This is an important story from Katha Pollitt at The Nation in 2009. She followed the story of those who were so influential in getting our country involved in the use of torture.
She mentions their names and the lives they now live. They appeared then and now to have suffered no negative effects.
John Yoo says it was worth it.
John YooAnd then there was Rummy.. In 2002, while working for the Office of Legal Counsel (OLC), Yoo wrote a crucial memo saying that terror suspects weren't covered by US commitments to treaties and agreements banning torture. Now Yoo is a tenured professor of law at Berkeley. Eat your heart out, Ward Churchill! And he isn't hiding away in his office, either. This semester Yoo's a visiting prof at Chapman University School of Law, where he spoke at a public forum and defended torture as necessary to protect the country. "Was it worth it?" he asked, according to the Los Angeles Times. For John Yoo, definitely.
Donald RumsfeldMore:. The former secretary of defense, who famously encouraged interrogators to force prisoners to stand for long periods of time ("I stand for eight or ten hours a day. Why is standing limited to four hours?"), got a one-year appointment in 2007 to the Hoover Institution at Stanford. In his announcement Hoover's director, John Raisian, said "Don" would "pursue new insights on the direction of thinking that the United States might consider going forward." Or maybe might not consider...
Dick CheneyAnd of course Paul Wolfowitz.. As the only Republican able to project a sense of personal dignity, the King of the Dark Side is having the time of his life, writing his memoirs by day and bashing Obama on Fox by night. Lunches with visiting pooh-bahs, speeches and fishing trips are also on the calendar.
Paul WolfowitzAndrew Sullivan blamed Rumsfeld for the involvement of medical personnel in the torture programs.. The former deputy defense secretary was keen on harsher methods of interrogation to extract more "intelligence" from detainees in the run-up to the Iraq War. Today Wolfowitz runs the US-Taiwan Business Council, which sounds rather lucrative, and is a fellow at the American Enterprise Institute, along with John Yoo, Lynne Cheney, Charles Murray, Newt Gingrich and similar. Can't somebody give Ayaan Hirsi Ali a job and get her out of there?
How Doctors Got Into the Torture Business
Soldiers are trained to kill and doctors to heal. At least that's how we usually understand those two professions. But wars can often distort reality, and the war on terrorism has turned into a test case. An inspiring example is that of Colonel Kelly Faucette, M.D. He recently wrote about caring for a new patient at the intensive-care unit of the 47th Combat Support Hospital in Mosul, Iraq. The patient was a terrorist insurgent, a man who planted hidden roadside bombs to murder civilians and Faucette's fellow soldiers. Faucette wrote in his local paper: "Something inside me wants to walk up to this guy ... and just clobber him." But Faucette didn't. Instead he healed him before sending him to a jail, and by that act of healing he helped heal Iraq.The documents may be public now, but there is no denying we already knew.That's the America I know and love. But it is not, alas, the only face of America in this war. One of Defense Secretary Donald Rumsfeld's first instructions for military interrogations outside the Geneva Conventions was that military doctors should be involved in monitoring torture. It was a fateful decision — and we learn much more about its consequences in a new book based on 35,000 pages of government documents obtained under the Freedom of Information Act. The book is called Oath Betrayed (to be published June 27) by medical ethicist Dr. Stephen Miles, and it is a harrowing documentation of how the military medical profession has been corrupted by the Bush-Rumsfeld interrogation rules.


### [YOUR OBJECTIVE]
Would you repeat the whole listing exactly, pictures excluded?

### [SUPPLIED DATA]
——————

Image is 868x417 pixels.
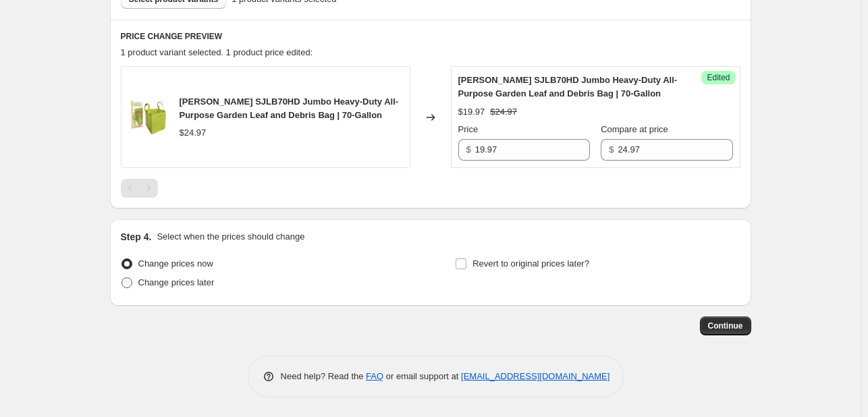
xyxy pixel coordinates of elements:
[121,230,152,244] h2: Step 4.
[490,105,517,119] strike: $24.97
[700,317,752,336] button: Continue
[467,144,471,155] span: $
[383,372,461,382] span: or email support at
[157,230,304,244] p: Select when the prices should change
[121,179,158,198] nav: Pagination
[121,48,313,58] span: 1 product variant selected. 1 product price edited:
[180,127,207,140] div: $24.97
[609,144,614,155] span: $
[601,124,668,134] span: Compare at price
[706,73,730,83] span: Edited
[458,124,478,134] span: Price
[366,372,383,382] a: FAQ
[138,258,213,269] span: Change prices now
[138,277,215,287] span: Change prices later
[128,98,169,137] img: SJLB70HD_BagBox2_80x.jpg
[472,258,589,269] span: Revert to original prices later?
[708,321,743,332] span: Continue
[121,31,741,42] h6: PRICE CHANGE PREVIEW
[458,75,678,98] span: [PERSON_NAME] SJLB70HD Jumbo Heavy-Duty All-Purpose Garden Leaf and Debris Bag | 70-Gallon
[281,372,367,382] span: Need help? Read the
[461,372,610,382] a: [EMAIL_ADDRESS][DOMAIN_NAME]
[458,105,486,119] div: $19.97
[180,97,399,120] span: [PERSON_NAME] SJLB70HD Jumbo Heavy-Duty All-Purpose Garden Leaf and Debris Bag | 70-Gallon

——————

### [ANSWER BOX]
Image is 868x417 pixels.
xyxy pixel coordinates of elements:
[121,230,152,244] h2: Step 4.
[490,105,517,119] strike: $24.97
[700,317,752,336] button: Continue
[467,144,471,155] span: $
[383,372,461,382] span: or email support at
[157,230,304,244] p: Select when the prices should change
[121,179,158,198] nav: Pagination
[121,48,313,58] span: 1 product variant selected. 1 product price edited:
[180,127,207,140] div: $24.97
[609,144,614,155] span: $
[601,124,668,134] span: Compare at price
[706,73,730,83] span: Edited
[458,124,478,134] span: Price
[366,372,383,382] a: FAQ
[138,258,213,269] span: Change prices now
[138,277,215,287] span: Change prices later
[128,98,169,137] img: SJLB70HD_BagBox2_80x.jpg
[472,258,589,269] span: Revert to original prices later?
[708,321,743,332] span: Continue
[121,31,741,42] h6: PRICE CHANGE PREVIEW
[458,75,678,98] span: [PERSON_NAME] SJLB70HD Jumbo Heavy-Duty All-Purpose Garden Leaf and Debris Bag | 70-Gallon
[281,372,367,382] span: Need help? Read the
[461,372,610,382] a: [EMAIL_ADDRESS][DOMAIN_NAME]
[458,105,486,119] div: $19.97
[180,97,399,120] span: [PERSON_NAME] SJLB70HD Jumbo Heavy-Duty All-Purpose Garden Leaf and Debris Bag | 70-Gallon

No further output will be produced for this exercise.